Most RCT for treatments of LBP compare combinations of different interventions with either one intervention or another combination of interventions [4, 7, 51], and only a small part (about 20%) compare treatments with a no-treatment group (Table 1). This is interesting as it would be natural first to investigate the basic benefit of treatments and then compare them to each other. The purpose of the present study was to investigate the basic benefit with the consequence that only a small part of trials from each systematic review would be included (Tables 1, 2) and some treatments in general use would be excluded. Although this limits the generalization of the result, it brings into focus the importance of no-treatment controlled trials for investigating the pure effect of treatments for non-specific low-back pain. However, we are aware of the multitude of difficulties in carrying out no-treatment controlled trials, particularly within surgery.

Although surgery for degenerative conditions affecting the lumbar spine is a common type of treatment, it was excluded from the present study as most RCT compare different surgical techniques. To our knowledge, the only exception is the study by Fritzell et al. [22] comparing lumbar fusion with a no-treatment group. Most patients with chronic low-back pain who are referred to a surgical clinic have been through several non-surgical treatments, inclusive exercises, and they often demand surgical treatment. Hence, it might be a hard task for the physician to persuade these patients to be enrolled into a RCT, since there is a risk they will be randomized to the no-treatment group.

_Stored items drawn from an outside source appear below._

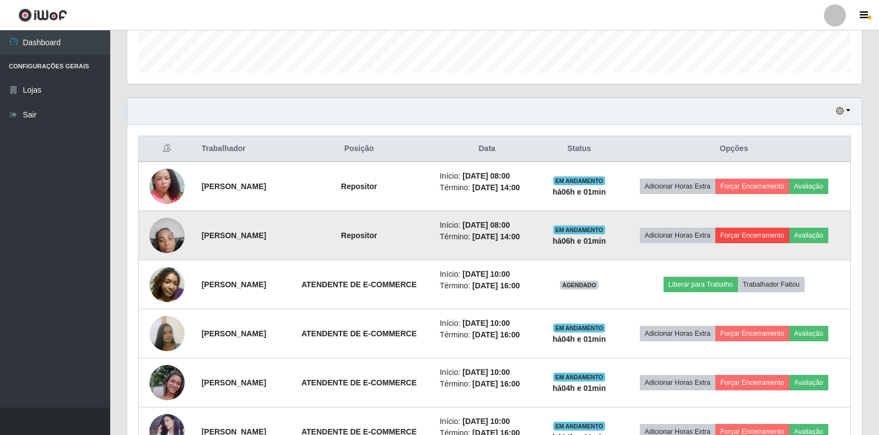 The width and height of the screenshot is (879, 435). Describe the element at coordinates (167, 186) in the screenshot. I see `img: 1755510400416.jpeg` at that location.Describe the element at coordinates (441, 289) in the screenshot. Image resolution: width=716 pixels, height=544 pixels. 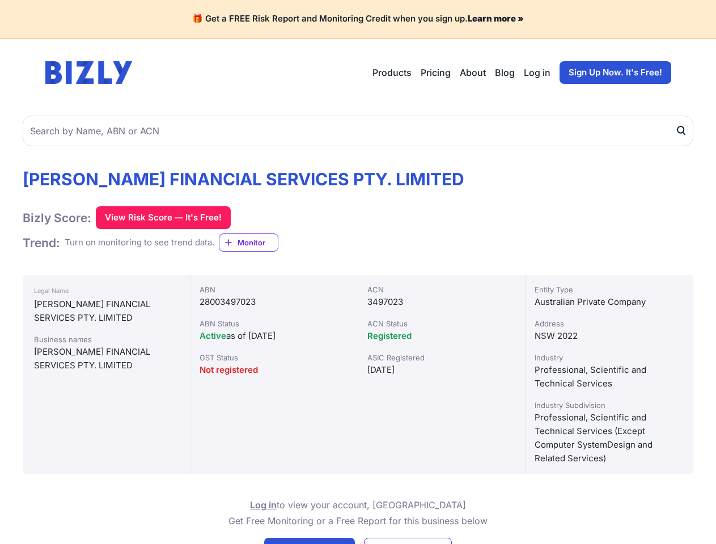
I see `div: ACN` at that location.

Another limitation is the quality of the included studies. Generally, they ranged from 3 to 7 according to the 11-item criteria list, with a few exceptions of 9 and 11, both for acute and chronic LBP (Tables 3 and 8). In addition, in several studies, mostly concerning manipulation, the variability of the effect estimate was not reported and for this reason we used the SD from other studies. Although, we performed sensitivity analyses, this is a limitation that calls for a cautious interpretation of the results.

Table 8 Description of the included studies for chronic low-back pain

Overall, the follow-up in most of the studies was insufficient. Exercise therapy has short and long-term follow-ups both for the acute and the chronic condition, but apart from this treatment there is a lack of long-term follow up. However, it is likely that long-term follow-up would not change the conclusion in current study, as the effect sizes in general were small at short-term follow-up and would most probably not have changed at long-term follow-up.

Outcomes measurements in the field of LBP are pain and function measured by psychometric scales. In the present study, there were several different scales both for pain and function. Although the measurements can be standardized by calculating effect size or by rescaling individual trials outcome for pain and functioning from 0 to 100, comparison of trials would be more easy and precise by using the same scales as recommended by Bombardier et al. [11].

It is common to accept co-interventions in RCT and it might be difficult to carry out RCT not allowing patients to visit other health care providers. However, co-interventions contribute to blur the effects of the treatments in the RCT, so that is the reason for our decision to exclude trials where patients were allowed to have co-interventions [47, 58, 67].

In conclusion, the effect sizes for the pure benefit of treatments of LBP that are compared to no-treatment groups were small to moderate for both the acute and chronic conditions. There was a lack of long-term follow up for pain and function and the quality of the studies were low to moderate. For increasing our knowledge about treatments of non-specific LBP, there is still a need to develop more effective interventions.